A new app is helping women and girls to feel safer on Gloucestershire’s streets

The Flare app enables women and girls to anonymously share their experiences of how and where they have felt unsafe when out and about in Gloucestershire.

By Annabel Lammas  |  Published
The free Flare app has been created for women and girls in Gloucestershire, empowering them to report unwanted contact and inappropriate behaviour.
The free Flare app has been created for women and girls in Gloucestershire, empowering them to report unwanted contact and inappropriate behaviour.

A new app designed to help women and girls feel safer across Gloucestershire is now available to download for free.

Easy to use and compatible with any mobile device, the Flare app allows users to anonymously share their experiences of unwanted contact across Gloucestershire as a warning to others.

It’s hoped that the new technology will empower women and girls in the county to flag unacceptable behaviours and incidents that often go unreported, including touching without consent, cat calling, being followed and drink spiking – with the ability to pin point the exact location it happened.

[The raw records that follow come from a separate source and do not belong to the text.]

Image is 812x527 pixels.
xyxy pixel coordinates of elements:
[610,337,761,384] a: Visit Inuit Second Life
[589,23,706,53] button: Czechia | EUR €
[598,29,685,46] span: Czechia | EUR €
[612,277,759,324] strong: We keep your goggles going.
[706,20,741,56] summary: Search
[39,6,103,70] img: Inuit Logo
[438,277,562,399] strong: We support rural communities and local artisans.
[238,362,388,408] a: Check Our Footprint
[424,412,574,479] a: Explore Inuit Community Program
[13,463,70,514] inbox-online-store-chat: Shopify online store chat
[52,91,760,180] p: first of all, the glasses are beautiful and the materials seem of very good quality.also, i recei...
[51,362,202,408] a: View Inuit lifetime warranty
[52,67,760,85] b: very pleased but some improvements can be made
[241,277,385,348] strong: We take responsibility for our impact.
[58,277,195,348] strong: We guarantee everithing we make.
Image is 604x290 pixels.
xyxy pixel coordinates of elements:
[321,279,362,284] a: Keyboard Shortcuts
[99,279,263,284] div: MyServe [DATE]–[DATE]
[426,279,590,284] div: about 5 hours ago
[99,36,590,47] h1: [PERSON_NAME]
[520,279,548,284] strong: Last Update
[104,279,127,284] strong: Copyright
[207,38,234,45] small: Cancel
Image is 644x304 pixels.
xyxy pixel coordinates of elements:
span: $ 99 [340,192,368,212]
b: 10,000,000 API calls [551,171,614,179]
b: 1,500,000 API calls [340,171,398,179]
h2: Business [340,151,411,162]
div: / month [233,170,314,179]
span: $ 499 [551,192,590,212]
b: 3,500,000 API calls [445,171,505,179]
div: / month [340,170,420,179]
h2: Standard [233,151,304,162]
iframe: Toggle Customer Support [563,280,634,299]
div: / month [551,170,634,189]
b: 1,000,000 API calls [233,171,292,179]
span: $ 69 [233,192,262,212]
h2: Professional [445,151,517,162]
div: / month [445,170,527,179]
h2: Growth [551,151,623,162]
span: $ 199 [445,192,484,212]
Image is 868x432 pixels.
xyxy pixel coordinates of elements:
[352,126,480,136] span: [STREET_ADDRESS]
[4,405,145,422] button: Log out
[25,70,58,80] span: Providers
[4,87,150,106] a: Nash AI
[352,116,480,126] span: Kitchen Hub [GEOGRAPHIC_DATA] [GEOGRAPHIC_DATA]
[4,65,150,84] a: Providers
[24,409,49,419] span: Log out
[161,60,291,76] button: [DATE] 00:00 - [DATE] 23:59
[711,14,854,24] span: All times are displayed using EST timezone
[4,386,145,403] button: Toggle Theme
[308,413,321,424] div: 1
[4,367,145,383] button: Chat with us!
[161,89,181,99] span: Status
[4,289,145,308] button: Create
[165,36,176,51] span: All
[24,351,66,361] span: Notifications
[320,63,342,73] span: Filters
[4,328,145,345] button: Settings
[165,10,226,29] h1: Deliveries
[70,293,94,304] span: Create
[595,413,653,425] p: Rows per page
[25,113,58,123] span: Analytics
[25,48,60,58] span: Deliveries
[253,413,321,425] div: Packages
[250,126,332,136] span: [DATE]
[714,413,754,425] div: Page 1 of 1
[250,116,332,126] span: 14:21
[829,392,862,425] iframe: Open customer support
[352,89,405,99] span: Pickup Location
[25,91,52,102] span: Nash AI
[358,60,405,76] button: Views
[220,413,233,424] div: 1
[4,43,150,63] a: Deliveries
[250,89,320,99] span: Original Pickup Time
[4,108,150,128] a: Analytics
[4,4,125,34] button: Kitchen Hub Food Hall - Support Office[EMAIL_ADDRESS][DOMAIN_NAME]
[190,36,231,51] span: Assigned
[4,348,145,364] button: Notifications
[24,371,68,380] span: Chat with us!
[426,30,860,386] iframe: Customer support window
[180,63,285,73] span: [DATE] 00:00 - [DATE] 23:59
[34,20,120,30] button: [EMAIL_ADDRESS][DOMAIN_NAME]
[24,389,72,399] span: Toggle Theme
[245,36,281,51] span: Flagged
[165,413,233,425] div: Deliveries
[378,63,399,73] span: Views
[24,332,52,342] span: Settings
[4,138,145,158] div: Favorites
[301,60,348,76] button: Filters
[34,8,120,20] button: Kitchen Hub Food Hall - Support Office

The Flare app has been developed by Gloucestershire Police and the office of the Police and Crime Commissioner (OPPC), under the umbrella of Safer Gloucestershire, to help local authorities understand how and where women and girls feel unsafe in Gloucestershire – with the aim of making the county a safer place for them to live, work and visit.

The information shared anonymously on Flare will be used to inform police, councils and local partner agencies of where there are problems so they can take direct action.

For example, data gathered through the app will be used to identify local areas where women and girls feel the most vulnerable to inform the deployment of 18 mobile cameras across the county.

The cameras and Flare app have been developed with funding from the Home Office, after the OPPC secured a £1 million grant following two successful bids for funding from its Safer Streets Fund in October 2021.

Nick Evans, Gloucestershire’s deputy Police and Crime Commissioner and chair of Safer Gloucestershire, said: ‘Any incidence of violence, intimidation or harassment of women and girls on our streets should be reported to the police, but we know most are not. I want to turn that around and for women to have the confidence that in Gloucestershire, we care about their safety.

‘It won’t change things overnight but this technology together with more police officers on our streets and by working with our councils, will, I hope, lead to women and girls feeling safer wherever they are in our county and start to tackle the unacceptable fear and abuse they face every day.’